Worker health costs replace taxes as top pain

By Jim Hopkins
USA Today

SAN FRANCISCO — For the first time in almost 20 years, small businesses say soaring worker health costs, not taxes, are their biggest headache.

Taxes had been No. 1 since 1986.

The healthcare cost hikes threaten to further raise the number of workers without company-sponsored health insurance or who pay more of it themselves.

The impact could be wide: The nation's 5.8 million small companies employ about half of all workers. If they're spending more on health, they're spending less on other goods.

Healthcare costs are rising about 15 percent this year for those with fewer than 200 workers vs. 13.5 percent for those with 500 or more, says Mercer Human Resource Consulting.

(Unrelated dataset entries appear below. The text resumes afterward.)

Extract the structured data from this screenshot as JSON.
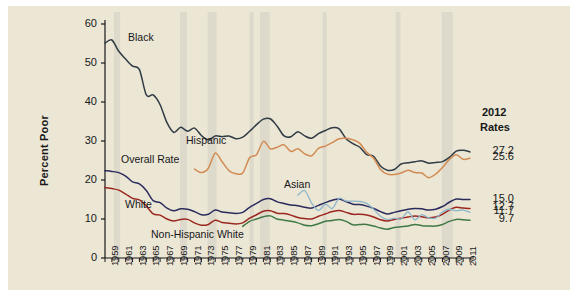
{
  "figure": {
    "background_color": "#ece6d4",
    "page_color": "#ffffff"
  },
  "end_block": {
    "heading_line1": "2012",
    "heading_line2": "Rates"
  },
  "chart_data": {
    "type": "line",
    "title": "",
    "subtitle": "",
    "xlabel": "",
    "ylabel": "Percent Poor",
    "xlim": [
      1959,
      2012
    ],
    "ylim": [
      0,
      60
    ],
    "ytick_values": [
      0,
      10,
      20,
      30,
      40,
      50,
      60
    ],
    "ytick_labels": [
      "0",
      "10",
      "20",
      "30",
      "40",
      "50",
      "60"
    ],
    "grid": false,
    "legend_position": "inline-annotations",
    "xtick_labels": [
      "1959",
      "1961",
      "1963",
      "1965",
      "1967",
      "1969",
      "1971",
      "1973",
      "1975",
      "1977",
      "1979",
      "1981",
      "1983",
      "1985",
      "1987",
      "1989",
      "1991",
      "1993",
      "1995",
      "1997",
      "1999",
      "2001",
      "2003",
      "2005",
      "2007",
      "2009",
      "2011"
    ],
    "xtick_minor_every_year": true,
    "x": [
      1959,
      1960,
      1961,
      1962,
      1963,
      1964,
      1965,
      1966,
      1967,
      1968,
      1969,
      1970,
      1971,
      1972,
      1973,
      1974,
      1975,
      1976,
      1977,
      1978,
      1979,
      1980,
      1981,
      1982,
      1983,
      1984,
      1985,
      1986,
      1987,
      1988,
      1989,
      1990,
      1991,
      1992,
      1993,
      1994,
      1995,
      1996,
      1997,
      1998,
      1999,
      2000,
      2001,
      2002,
      2003,
      2004,
      2005,
      2006,
      2007,
      2008,
      2009,
      2010,
      2011,
      2012
    ],
    "series": [
      {
        "name": "Black",
        "label": "Black",
        "color": "#2f3b45",
        "end_value": 27.2,
        "end_label": "27.2",
        "start_year": 1959,
        "values": [
          55.1,
          55.9,
          53.0,
          51.0,
          49.2,
          48.3,
          41.8,
          41.8,
          39.3,
          34.7,
          32.2,
          33.5,
          32.5,
          33.3,
          31.4,
          30.3,
          31.3,
          31.1,
          31.3,
          30.6,
          31.0,
          32.5,
          34.2,
          35.6,
          35.7,
          33.8,
          31.3,
          31.1,
          32.4,
          31.3,
          30.7,
          31.9,
          32.7,
          33.4,
          33.1,
          30.6,
          29.3,
          28.4,
          26.5,
          26.1,
          23.6,
          22.5,
          22.7,
          24.1,
          24.4,
          24.7,
          24.9,
          24.3,
          24.5,
          24.7,
          25.8,
          27.4,
          27.6,
          27.2
        ]
      },
      {
        "name": "Hispanic",
        "label": "Hispanic",
        "color": "#d28b53",
        "end_value": 25.6,
        "end_label": "25.6",
        "start_year": 1972,
        "values": [
          null,
          null,
          null,
          null,
          null,
          null,
          null,
          null,
          null,
          null,
          null,
          null,
          null,
          22.8,
          21.9,
          23.0,
          26.9,
          24.7,
          22.4,
          21.6,
          21.8,
          25.7,
          26.5,
          29.9,
          28.0,
          28.4,
          29.0,
          27.3,
          28.0,
          26.7,
          26.2,
          28.1,
          28.7,
          29.6,
          30.6,
          30.7,
          30.3,
          29.4,
          27.1,
          25.6,
          22.7,
          21.5,
          21.4,
          21.8,
          22.5,
          21.9,
          21.8,
          20.6,
          21.5,
          23.2,
          25.3,
          26.5,
          25.3,
          25.6
        ]
      },
      {
        "name": "Overall Rate",
        "label": "Overall Rate",
        "color": "#2b2b5e",
        "end_value": 15.0,
        "end_label": "15.0",
        "start_year": 1959,
        "values": [
          22.4,
          22.2,
          21.9,
          21.0,
          19.5,
          19.0,
          17.3,
          14.7,
          14.2,
          12.8,
          12.1,
          12.6,
          12.5,
          11.9,
          11.1,
          11.2,
          12.3,
          11.8,
          11.6,
          11.4,
          11.7,
          13.0,
          14.0,
          15.0,
          15.2,
          14.4,
          14.0,
          13.6,
          13.4,
          13.0,
          12.8,
          13.5,
          14.2,
          14.8,
          15.1,
          14.5,
          13.8,
          13.7,
          13.3,
          12.7,
          11.9,
          11.3,
          11.7,
          12.1,
          12.5,
          12.7,
          12.6,
          12.3,
          12.5,
          13.2,
          14.3,
          15.1,
          15.0,
          15.0
        ]
      },
      {
        "name": "White",
        "label": "White",
        "color": "#9b2820",
        "end_value": 12.7,
        "end_label": "12.7",
        "start_year": 1959,
        "values": [
          18.1,
          17.8,
          17.4,
          16.4,
          15.3,
          14.9,
          13.3,
          11.3,
          11.0,
          10.0,
          9.5,
          9.9,
          9.9,
          9.0,
          8.4,
          8.6,
          9.7,
          9.1,
          8.9,
          8.7,
          9.0,
          10.2,
          11.1,
          12.0,
          12.1,
          11.5,
          11.4,
          11.0,
          10.4,
          10.1,
          10.0,
          10.7,
          11.3,
          11.9,
          12.2,
          11.7,
          11.2,
          11.2,
          11.0,
          10.5,
          9.8,
          9.5,
          9.9,
          10.2,
          10.5,
          10.8,
          10.6,
          10.3,
          10.5,
          11.2,
          12.3,
          13.0,
          12.8,
          12.7
        ]
      },
      {
        "name": "Asian",
        "label": "Asian",
        "color": "#8fb7cc",
        "end_value": 11.7,
        "end_label": "11.7",
        "start_year": 1987,
        "values": [
          null,
          null,
          null,
          null,
          null,
          null,
          null,
          null,
          null,
          null,
          null,
          null,
          null,
          null,
          null,
          null,
          null,
          null,
          null,
          null,
          null,
          null,
          null,
          null,
          null,
          null,
          null,
          null,
          16.1,
          17.3,
          14.1,
          12.2,
          13.8,
          12.7,
          15.3,
          14.6,
          14.6,
          14.5,
          14.0,
          12.5,
          10.7,
          9.9,
          10.2,
          10.0,
          11.8,
          9.8,
          11.1,
          10.3,
          10.2,
          11.8,
          12.5,
          12.1,
          12.3,
          11.7
        ]
      },
      {
        "name": "Non-Hispanic White",
        "label": "Non-Hispanic White",
        "color": "#3f7a46",
        "end_value": 9.7,
        "end_label": "9.7",
        "start_year": 1979,
        "values": [
          null,
          null,
          null,
          null,
          null,
          null,
          null,
          null,
          null,
          null,
          null,
          null,
          null,
          null,
          null,
          null,
          null,
          null,
          null,
          null,
          8.1,
          9.4,
          10.0,
          10.6,
          10.8,
          10.0,
          9.7,
          9.4,
          9.0,
          8.4,
          8.3,
          8.8,
          9.4,
          9.6,
          9.9,
          9.4,
          8.5,
          8.6,
          8.6,
          8.2,
          7.7,
          7.4,
          7.8,
          8.0,
          8.2,
          8.6,
          8.3,
          8.2,
          8.2,
          8.6,
          9.4,
          9.9,
          9.8,
          9.7
        ]
      }
    ],
    "annotations": [
      {
        "text": "Black",
        "x_px": 120,
        "y_px": 25
      },
      {
        "text": "Hispanic",
        "x_px": 178,
        "y_px": 128
      },
      {
        "text": "Overall Rate",
        "x_px": 113,
        "y_px": 147
      },
      {
        "text": "White",
        "x_px": 117,
        "y_px": 192
      },
      {
        "text": "Asian",
        "x_px": 276,
        "y_px": 172
      },
      {
        "text": "Non-Hispanic White",
        "x_px": 143,
        "y_px": 222
      }
    ],
    "recession_bands": [
      {
        "start": 1960.3,
        "end": 1961.2
      },
      {
        "start": 1969.9,
        "end": 1970.9
      },
      {
        "start": 1973.9,
        "end": 1975.2
      },
      {
        "start": 1980.0,
        "end": 1980.6
      },
      {
        "start": 1981.5,
        "end": 1982.9
      },
      {
        "start": 1990.6,
        "end": 1991.2
      },
      {
        "start": 2001.2,
        "end": 2001.9
      },
      {
        "start": 2007.9,
        "end": 2009.5
      }
    ]
  }
}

But many small employers cite increases of 20 percent or more. That's made insurance the No. 1 small business problem, say four months of surveys by the National Federation of Independent Business trade group.

The higher costs come as small companies struggle to grow in the soft economy. The NFIB says just 1 percent of firms surveyed last month plan to add workers — the lowest such figure since December 1991. Historically, small companies create most new jobs, making them crucial to economic recovery. But as their health premiums climb, more are:

• Eliminating benefits. About 61 percent of companies with fewer than 200 workers offered health coverage last year, down from 67 percent in 2000, says the Kaiser Family Foundation. About 99 percent of bigger companies offer it.

• Shifting costs to employees. In Atlanta, eCommSecurity's premiums soared 39 percent this year on top of similar increases in each of the past two years.

The computer network security firm might ask its 63 employees to pay all of their dental, vision and life insurance premiums, CEO Jeff Moore says.

In the future, the company might offer coverage only for catastrophic illnesses such as cancer, and ask workers to pay for routine doctor visits.

Annual deductibles paid by the 48 workers at Packaging Logic in La Porte, Ind., jumped in January to $1,000 from $500. That helped reduce the corrugated box maker's premium increase to 9 percent from an initial 18 percent. Also, doctor visit co-pays rose to $20 from $15.

Near Birmingham, Ala., Concept's 11 employees are paying more for hospital visits to keep the design firm's insurance increase to 7 percent this year rather than a proposed 10 percent.

• Cutting overhead. Employment agency Abator in Pittsburgh has delayed upgrading computers, even though CEO Joanne Peterson knows that will slow productivity growth. Abator was socked with a 36 percent premium increase this year on top of 17 percent in 2002.